The decision splits by panel and workload, not by abstract value.
If you're the 1440p 165 Hz mainstream gamer playing CS2, Marvel Rivals, Cyberpunk on high, and Apex, buy the 5070. The Ti's headroom never shows up on your panel and the 45% premium lands as wasted spend.
If you're the 1440p 240 Hz QD-OLED player on AAA-with-RT-on (Alan Wake 2, Wukong, Cyberpunk supreme), buy the 5070 Ti. The RT cores and VRAM are the wedge, and supreme presets play here.
If you're the 4K AAA at 60 to 120 Hz player on an LG C2/C3 or Alienware AW3225QF, buy the 5070 Ti. DLSS Quality holds where the 5070 needs Performance, and that's a real image-quality upgrade at the same frame floor.
If you're the modded-game enthusiast running heavy texture mods or MSFS 2024 as a primary title, buy the 5070 Ti. The 16 GB pool keeps streaming smooth past the 12 GB workloads that bog down the 5070.
If you're the hybrid gamer-plus-creator running Blender, DaVinci, or Premiere alongside play, buy the 5070 Ti. CUDA-core count and VRAM keep creator scenes off the ceiling, and both halves stay comfortable on one card.
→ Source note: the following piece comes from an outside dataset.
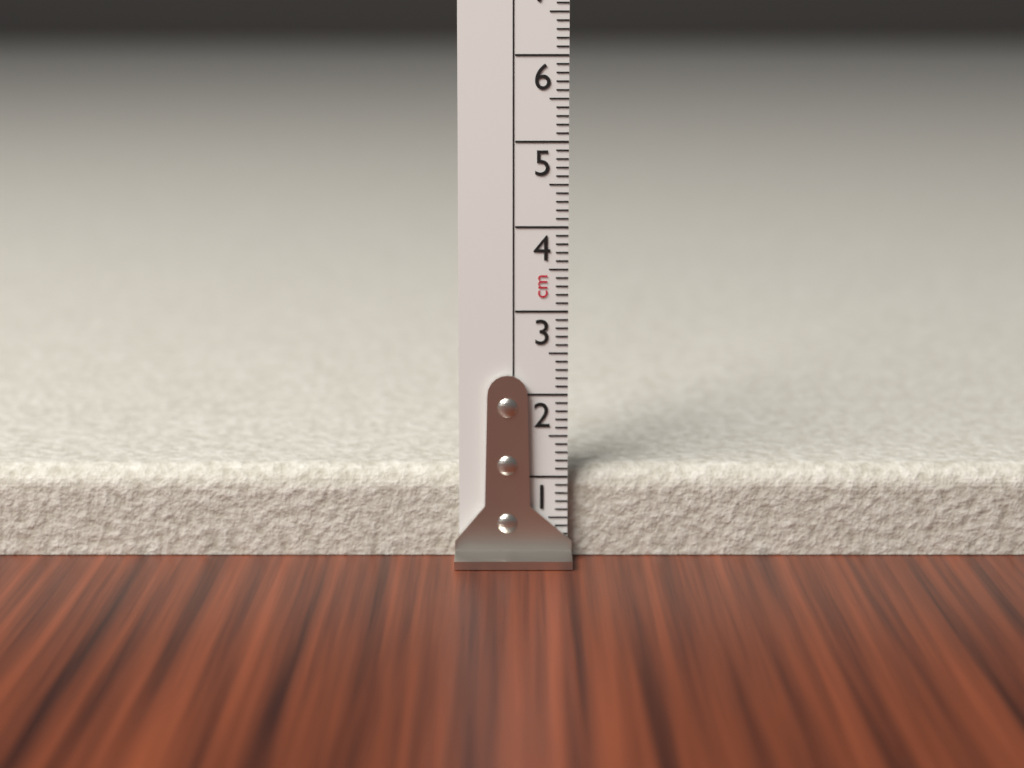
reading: 1.1 cm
If you're the SFF or ITX builder, buy the 5070. The 250W envelope and the 2.5-slot cooler fit compact builds without thermal drama. The Ti's 300W envelope and case-airflow demands aren't the right call for the form factor.
Bottom line
This isn't a benchmark question, it's a panel-and-workload question. The 5070 is the cleaner spend when the monitor is 1440p 165 Hz and the library leans competitive or AAA-on-high. The 5070 Ti earns its keep when the panel is 1440p 240 Hz, the library is RT-heavy AAA, or the use case stretches to 4K AAA at 60 to 120 Hz, modded VRAM-hungry titles, or a creator workload sitting alongside gaming. Find the row in the scenario matrix that matches your build, then buy the winner.
FAQ
Is the RTX 5070 Ti worth the +45% over the 5070 at 1440p?
It depends on the preset you're running. At 1440p high settings or 1440p competitive, both cards monitor-cap and the extra spend doesn't land on screen. At 1440p ultra plus RT or 1440p supreme on modern AAA, the Ti opens roughly 25 to 35% more frames with smoother 1% lows, which translates to playable supreme presets rather than technically supported ones. Buy by your preset, not by aggregate benchmark averages.
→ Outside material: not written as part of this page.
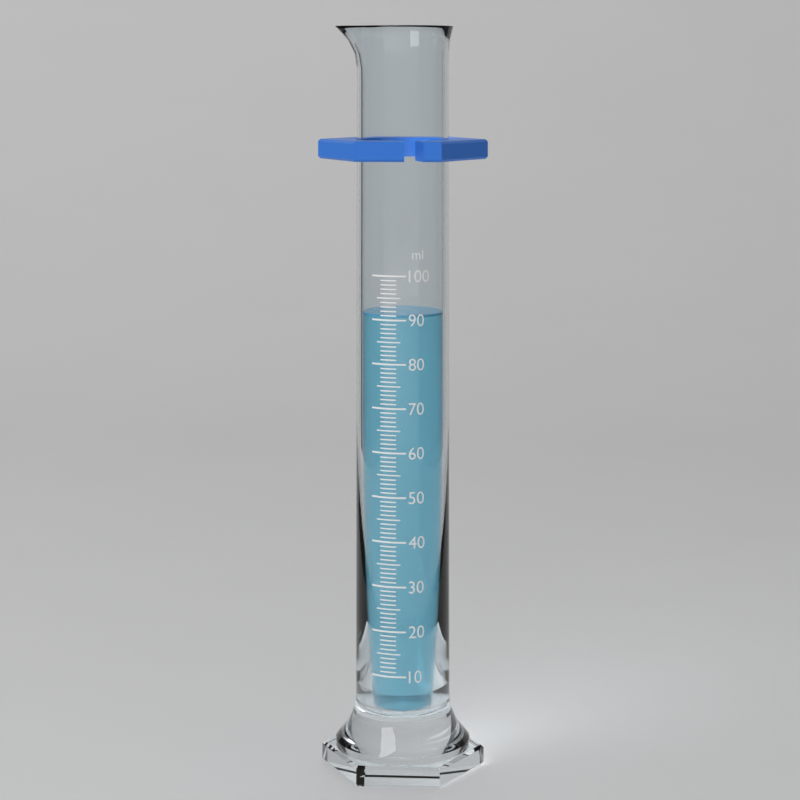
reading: 91 ml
Does the 5070's 12 GB VRAM hold up at 4K AAA with DLSS?
It holds the 60 fps floor in most cache-light titles with DLSS Quality, but DLSS Performance is the practical fallback on demanding games like Wukong or Alan Wake 2. The image-quality cost at 4K is visible on a 32-inch panel, and 1% lows are noticeably softer than on the Ti. If 4K AAA is the actual target rather than an aspiration, the Ti is the safer pick.
How much faster is the 5070 Ti at native path tracing?
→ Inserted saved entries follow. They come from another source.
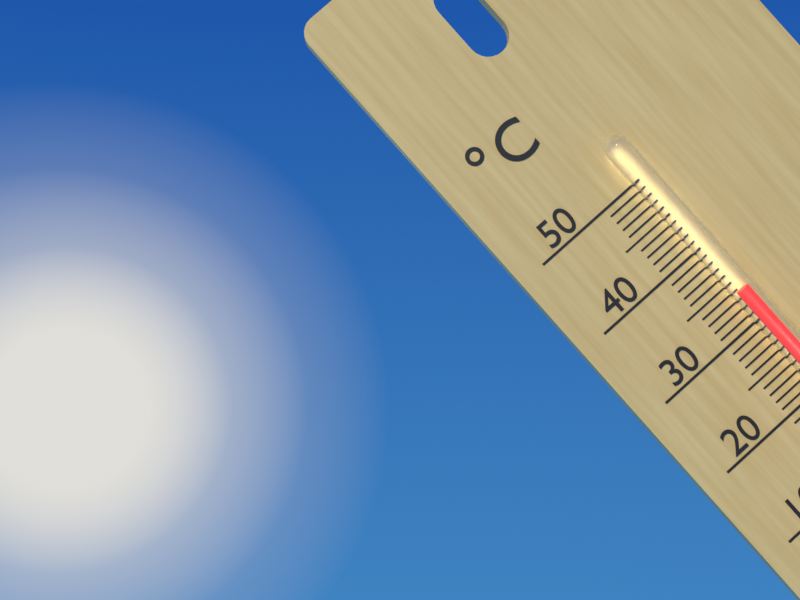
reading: 34 °C
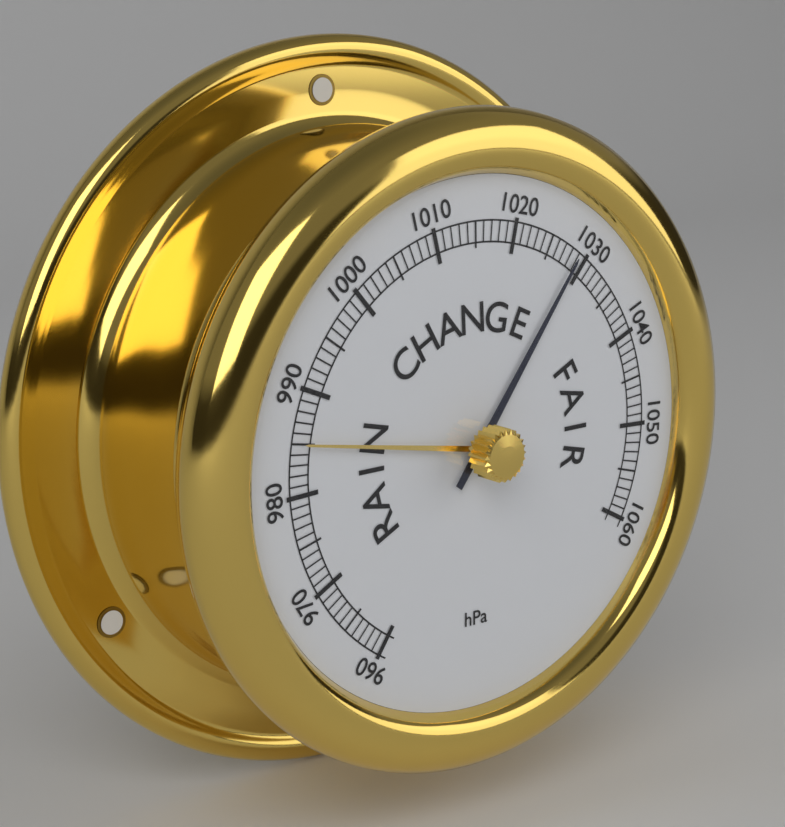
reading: 1029 hPa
In path-traced workloads at 1440p, the Ti's 70 RT cores and 16 GB pool deliver roughly 30 to 40% more frames than the 5070 in titles like Cyberpunk supreme and Alan Wake 2 path-traced, depending on the DLSS and MFG settings used. The 5070 runs the preset but hovers near the 60 fps floor. The Ti makes path tracing a primary feature; the 5070 makes it a sometimes-feature.
Will the 5070 bottleneck a 9800X3D or 7800X3D?
No. The 9800X3D and 7800X3D pair cleanly with the 5070 at 1440p, and DLSS 4 Multi-Frame Gen takes advantage of the X3D L3 cache in cache-heavy AAA titles. If anything, the 5070 plus an X3D CPU is the sweet-spot pairing for a 1500-class build, and the Ti opens the option to push to 4K or RT-heavy presets without changing the CPU.
What PSU wattage do I need for the 5070 vs the 5070 Ti?
NVIDIA recommends 650W as the floor for the 5070 and 750W for the Ti, both on a quality unit. The transient-spike behavior matters more than the nameplate wattage here; an 850W ATX 3.1 unit is the conservative call for the Ti, and a trusted 650W unit handles the 5070 comfortably. The 12V-2x6 connector advice applies on both cards: fully seated, native cable, no adapter chains.
Is the 5070 Ti future-proof for a 4 to 5 year hold at 1440p?
For a 1440p 144 to 240 Hz hold, the Ti is well-positioned. 16 GB of GDDR7 on a 256-bit bus has the headroom for ongoing VRAM pressure increases, and the 70 RT cores keep RT-heavy AAA in range for the next several years. At 4K AAA, the four-year hold is more conditional. The Ti is comfortable at 4K 60 to 120 Hz today, but the 4K 144 Hz+ ceiling is the 5080's territory rather than the Ti's. Buy by your panel today, not by the panel you might buy later.